- _WHAT IS REQUIRED_: Each line of the entries, from the first to the line containing "Image resolution: width=774", is to be transcribed exactly as it stands; include no other lines.

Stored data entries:
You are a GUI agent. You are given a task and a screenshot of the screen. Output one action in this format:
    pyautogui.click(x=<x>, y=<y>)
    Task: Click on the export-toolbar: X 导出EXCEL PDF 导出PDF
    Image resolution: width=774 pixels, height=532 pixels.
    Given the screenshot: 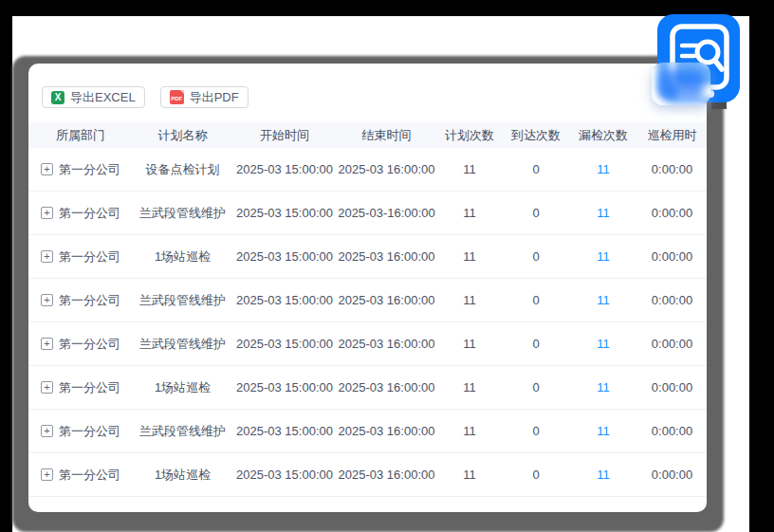 What is the action you would take?
    pyautogui.click(x=145, y=97)
    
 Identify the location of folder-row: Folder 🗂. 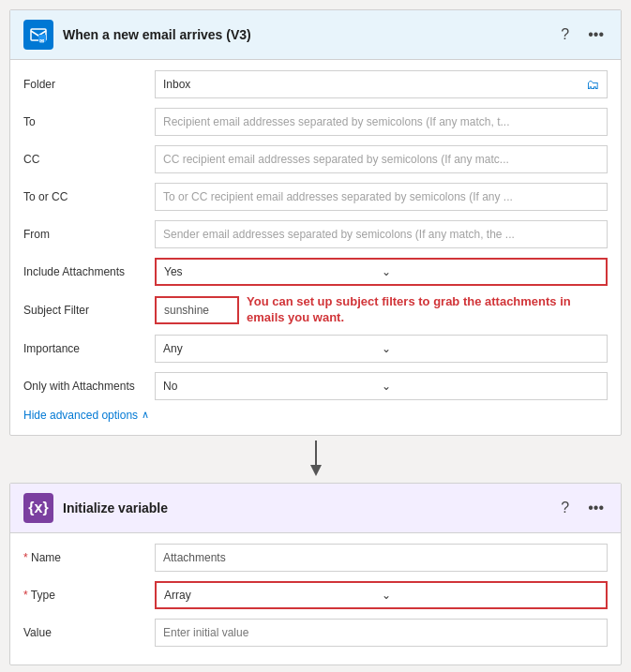
(315, 84).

- _TASK RESPONSE_:
You are a GUI agent. You are given a task and a screenshot of the screen. Output one action in this format:
    pyautogui.click(x=<x>, y=<y>)
    Task: Click on the export-toolbar: X 导出EXCEL PDF 导出PDF
    Image resolution: width=774 pixels, height=532 pixels.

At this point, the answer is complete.